Salient to Investors:
The spread between analyst forecasts and S&P 500 stock prices is 5 percent, the smallest margin ever and less than half what it was when the index last peaked in October 2007, and versus the historical average of 14 percent. Bulls say the narrow margin shows securities firms are surprised by the rally and that equities will rise as the firms boost predictions. Bears say the narrow margin shows stocks are so far ahead of themselves that even market optimists are uncomfortable.
Warren Koontz at Loomis Sayles says the dislocation between near-term analyst opinion and the longer-term and better potential is an opportunity.
Howard Ward at Gamco Investors said many analysts and strategists have been skeptical of the market’s advance and don’t want to appear overly positive like in 2000 and 2007, and this analyst skepticism is a contrary indicator for the market.
Malcolm Polley at Stewart Capital Advisors said the market has not given analysts time to re-evaluate, and expects better economic and corporate data.
Johannes Jooste at Merrill Lynch Wealth Mgmt said the market is right and analysts are tardy and their fear of systemic risk is still excessive.
Bruce McCain at KeyCorp said the fundamentals are not dramatically better and so stocks are fully priced, while analysts have less to go on.
Walter Todd at Greenwood Capital Associates said many expected the market to muddle through half1 2013 when setting their targets, but we are getting to the targets set for the year much quicker.
5 companies issued earnings forecasts below analyst estimates in March for each one that predicted results above the average projection.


What the exercise asks →
Which lines below mention "plant"? Pick each one out.

BEGIN Data for processing

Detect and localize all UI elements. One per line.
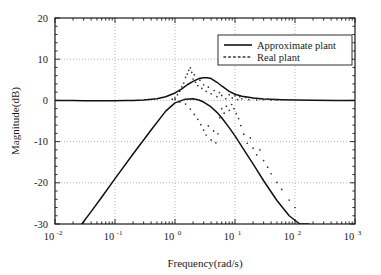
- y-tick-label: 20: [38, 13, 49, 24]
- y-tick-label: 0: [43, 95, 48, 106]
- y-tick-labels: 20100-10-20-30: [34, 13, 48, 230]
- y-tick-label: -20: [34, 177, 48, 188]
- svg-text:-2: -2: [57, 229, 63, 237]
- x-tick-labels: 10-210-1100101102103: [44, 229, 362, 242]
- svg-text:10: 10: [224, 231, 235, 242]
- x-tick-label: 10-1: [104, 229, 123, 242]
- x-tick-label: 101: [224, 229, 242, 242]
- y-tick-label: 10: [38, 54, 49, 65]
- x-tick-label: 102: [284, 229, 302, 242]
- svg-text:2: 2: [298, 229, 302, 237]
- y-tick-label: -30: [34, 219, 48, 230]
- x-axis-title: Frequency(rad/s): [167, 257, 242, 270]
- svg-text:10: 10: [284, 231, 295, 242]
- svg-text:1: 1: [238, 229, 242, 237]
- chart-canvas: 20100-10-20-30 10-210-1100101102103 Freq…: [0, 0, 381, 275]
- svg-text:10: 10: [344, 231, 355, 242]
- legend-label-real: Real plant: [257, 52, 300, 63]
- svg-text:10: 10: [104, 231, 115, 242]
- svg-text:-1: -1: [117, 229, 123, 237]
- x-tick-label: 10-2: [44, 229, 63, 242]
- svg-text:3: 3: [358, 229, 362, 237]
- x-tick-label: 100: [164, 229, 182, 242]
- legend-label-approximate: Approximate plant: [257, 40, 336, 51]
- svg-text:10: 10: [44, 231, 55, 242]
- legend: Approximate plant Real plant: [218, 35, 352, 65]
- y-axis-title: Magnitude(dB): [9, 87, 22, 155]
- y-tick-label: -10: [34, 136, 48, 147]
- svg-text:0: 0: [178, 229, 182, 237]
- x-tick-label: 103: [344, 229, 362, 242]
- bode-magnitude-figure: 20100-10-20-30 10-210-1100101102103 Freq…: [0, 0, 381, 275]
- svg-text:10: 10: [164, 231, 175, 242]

END Data for processing
BEGIN Data for processing

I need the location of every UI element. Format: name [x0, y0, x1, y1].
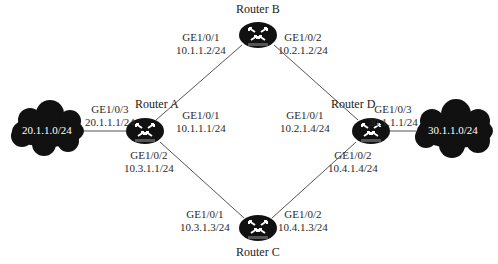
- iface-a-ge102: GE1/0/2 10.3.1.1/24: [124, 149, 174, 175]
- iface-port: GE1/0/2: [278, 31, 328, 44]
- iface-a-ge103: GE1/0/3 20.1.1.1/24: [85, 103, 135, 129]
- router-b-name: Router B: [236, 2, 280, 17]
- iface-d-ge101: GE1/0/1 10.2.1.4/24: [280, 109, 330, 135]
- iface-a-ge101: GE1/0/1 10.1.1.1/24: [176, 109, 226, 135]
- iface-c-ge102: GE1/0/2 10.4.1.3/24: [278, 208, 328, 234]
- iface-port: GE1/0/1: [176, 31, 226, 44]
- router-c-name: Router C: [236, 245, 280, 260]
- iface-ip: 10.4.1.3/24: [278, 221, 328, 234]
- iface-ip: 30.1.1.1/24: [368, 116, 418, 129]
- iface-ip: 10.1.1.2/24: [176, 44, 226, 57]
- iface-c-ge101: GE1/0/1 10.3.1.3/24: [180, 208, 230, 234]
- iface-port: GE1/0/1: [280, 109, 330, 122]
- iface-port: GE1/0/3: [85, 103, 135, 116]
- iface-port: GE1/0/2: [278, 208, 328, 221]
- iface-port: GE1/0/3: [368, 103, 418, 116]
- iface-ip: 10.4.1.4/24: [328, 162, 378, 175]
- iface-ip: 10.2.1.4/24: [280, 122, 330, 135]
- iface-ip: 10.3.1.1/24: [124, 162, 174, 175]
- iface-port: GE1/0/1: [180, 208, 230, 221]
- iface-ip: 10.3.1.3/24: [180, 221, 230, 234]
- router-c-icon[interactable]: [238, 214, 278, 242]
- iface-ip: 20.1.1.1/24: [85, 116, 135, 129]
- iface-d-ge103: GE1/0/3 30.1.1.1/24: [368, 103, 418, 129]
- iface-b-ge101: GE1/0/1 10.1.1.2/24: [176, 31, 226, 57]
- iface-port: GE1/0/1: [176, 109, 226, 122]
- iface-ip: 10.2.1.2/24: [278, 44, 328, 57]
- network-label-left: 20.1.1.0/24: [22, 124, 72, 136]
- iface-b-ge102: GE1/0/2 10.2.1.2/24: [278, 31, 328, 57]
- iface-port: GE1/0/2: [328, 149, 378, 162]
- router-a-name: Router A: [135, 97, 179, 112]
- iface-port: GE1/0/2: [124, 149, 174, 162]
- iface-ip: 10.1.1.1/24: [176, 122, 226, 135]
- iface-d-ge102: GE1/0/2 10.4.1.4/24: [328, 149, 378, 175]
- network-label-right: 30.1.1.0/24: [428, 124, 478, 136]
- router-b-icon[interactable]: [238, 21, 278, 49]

END Data for processing
BEGIN Data for processing

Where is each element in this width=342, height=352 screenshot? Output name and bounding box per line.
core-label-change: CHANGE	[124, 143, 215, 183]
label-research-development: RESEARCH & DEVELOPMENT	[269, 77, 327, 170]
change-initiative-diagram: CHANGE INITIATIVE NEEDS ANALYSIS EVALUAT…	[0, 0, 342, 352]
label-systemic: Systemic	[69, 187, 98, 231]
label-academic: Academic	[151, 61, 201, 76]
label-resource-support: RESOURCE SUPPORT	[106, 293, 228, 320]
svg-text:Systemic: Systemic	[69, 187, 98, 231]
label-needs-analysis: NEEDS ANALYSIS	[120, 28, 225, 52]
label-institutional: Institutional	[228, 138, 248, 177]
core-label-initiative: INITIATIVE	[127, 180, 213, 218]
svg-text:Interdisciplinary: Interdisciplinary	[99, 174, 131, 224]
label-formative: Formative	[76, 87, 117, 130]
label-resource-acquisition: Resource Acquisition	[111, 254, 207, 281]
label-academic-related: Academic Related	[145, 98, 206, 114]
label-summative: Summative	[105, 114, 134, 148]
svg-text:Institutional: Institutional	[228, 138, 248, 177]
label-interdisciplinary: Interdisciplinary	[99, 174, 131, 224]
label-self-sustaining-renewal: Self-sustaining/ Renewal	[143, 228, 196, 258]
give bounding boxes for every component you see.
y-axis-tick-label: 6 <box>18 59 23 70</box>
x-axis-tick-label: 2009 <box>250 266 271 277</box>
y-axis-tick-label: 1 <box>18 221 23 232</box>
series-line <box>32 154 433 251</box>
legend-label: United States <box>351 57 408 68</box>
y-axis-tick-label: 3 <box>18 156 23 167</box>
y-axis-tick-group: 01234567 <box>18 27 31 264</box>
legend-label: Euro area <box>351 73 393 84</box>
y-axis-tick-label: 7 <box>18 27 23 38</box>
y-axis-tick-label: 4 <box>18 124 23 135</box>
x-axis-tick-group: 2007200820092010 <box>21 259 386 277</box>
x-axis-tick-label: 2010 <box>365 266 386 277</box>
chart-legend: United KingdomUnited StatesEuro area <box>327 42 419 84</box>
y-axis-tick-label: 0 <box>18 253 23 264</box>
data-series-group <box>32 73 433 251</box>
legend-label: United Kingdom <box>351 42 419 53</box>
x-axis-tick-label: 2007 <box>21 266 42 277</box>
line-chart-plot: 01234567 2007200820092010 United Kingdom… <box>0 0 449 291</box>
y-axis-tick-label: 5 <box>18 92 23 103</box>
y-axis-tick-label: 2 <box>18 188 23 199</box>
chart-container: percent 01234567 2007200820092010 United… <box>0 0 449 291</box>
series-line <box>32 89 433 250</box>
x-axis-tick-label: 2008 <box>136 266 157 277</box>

END Data for processing

Answer space →
- legend-label-real: Real plant: [257, 52, 300, 63]
- legend-label-approximate: Approximate plant: [257, 40, 336, 51]
- legend: Approximate plant Real plant: [218, 35, 352, 65]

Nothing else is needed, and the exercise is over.